New for 2014: When attempting to get interviews in any media, especially radio, it's important to be able to mold your information into something that stations are most likely to want. Too many guests make the mistake of thinking that because a topic like weightloss or childcare or mortgages is important to them (and all their friends and family,) that it will also be important to the listeners of a particular radio station. This is not the case.

You may have wondered why everything you hear on TV and radio seems to always be blown out of proportion. Well, if you haven't heard, controversy attracts listeners. Radio stations are not in the information business, which means that they don't care if they air anything that informs their listeners. They don't get paid for that. Radio instead wants just one thing... more listeners. That's how they get paid. They already have their current listeners... so giving your information to those current listeners is not going to bring the station any new listeners. Controversy, however, has been proven to attract new listeners, by way of word-of-mouth, newspaper and magazine reviews, and especially, tweeting/texting. So, your job must be to mold your current information into something which radio will feel is controversial to their current listeners. Every topic, no matter what it is, can be molded and/or angled to be controversial.

How do you do this, especially with dry fact-based topics? Well, it is a bit of an art. But the basic way is to write down all the conversations you've had in the past that resulted in your getting into an argument about your topic.
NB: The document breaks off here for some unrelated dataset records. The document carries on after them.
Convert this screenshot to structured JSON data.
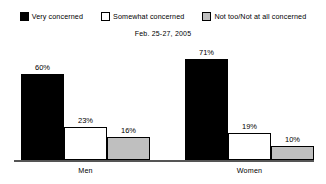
{
  "chart_data": {
    "type": "bar",
    "title": "",
    "subtitle": "Feb. 25-27, 2005",
    "xlabel": "",
    "ylabel": "",
    "ylim": [
      0,
      100
    ],
    "grid": false,
    "legend_position": "top",
    "categories": [
      "Men",
      "Women"
    ],
    "series": [
      {
        "name": "Very concerned",
        "color": "#000000",
        "values": [
          60,
          71
        ],
        "labels": [
          "60%",
          "71%"
        ]
      },
      {
        "name": "Somewhat concerned",
        "color": "#ffffff",
        "values": [
          23,
          19
        ],
        "labels": [
          "23%",
          "19%"
        ]
      },
      {
        "name": "Not too/Not at all concerned",
        "color": "#bfbfbf",
        "values": [
          16,
          10
        ],
        "labels": [
          "16%",
          "10%"
        ]
      }
    ]
  },
  "legend": {
    "items": [
      {
        "label": "Very concerned",
        "swatch": "black-swatch-icon"
      },
      {
        "label": "Somewhat concerned",
        "swatch": "white-swatch-icon"
      },
      {
        "label": "Not too/Not at all concerned",
        "swatch": "gray-swatch-icon"
      }
    ]
  },
  "subtitle": "Feb. 25-27, 2005",
  "axis": {
    "categories": [
      "Men",
      "Women"
    ]
  },
  "groups": [
    {
      "name": "Men",
      "bars": [
        {
          "label": "60%",
          "value": 60
        },
        {
          "label": "23%",
          "value": 23
        },
        {
          "label": "16%",
          "value": 16
        }
      ]
    },
    {
      "name": "Women",
      "bars": [
        {
          "label": "71%",
          "value": 71
        },
        {
          "label": "19%",
          "value": 19
        },
        {
          "label": "10%",
          "value": 10
        }
      ]
    }
  ]
}
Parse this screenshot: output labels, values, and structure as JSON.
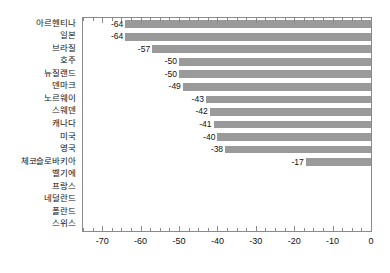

If those conversations were enough to madden people you normally would speak nicely with, they should be good enough to madden some listeners.

Now, you might be thinking that "acting" like something is a controversy would not fit your personality or presentation style. True, it may not, at least the way that you are currently thinking. You may be envisioning a radio host getting into a shouting match with a listener, but it does not have to be this way. Your approach could just be, "Did you know that such-and-such does not really work that way at all???" And then you go on to give the real, shocking facts. This may seem a bit simple, but if you lace your interviews with many, many of these, you'll eventually be thought of as an interview guest with a ton of twists (with or without callers shouting)... and that's exactly what stations want. After all, no station wants to interview someone whose topic is "It's Going To Be A Sunny Day Today".

Any topic can be made controversial... and many times it's done by involving people-stories, whereby the people become characters in a shocking little play with a twist. Try it on a few friends who are not in your business. Then try it on some unsuspecting folks in a chatroom (again, one that is not involved in your business.) A final test might be to test it during a live speaking engagement. Then it's time to try it on your radio audience, and continue the fine-tuning process from that point onwards.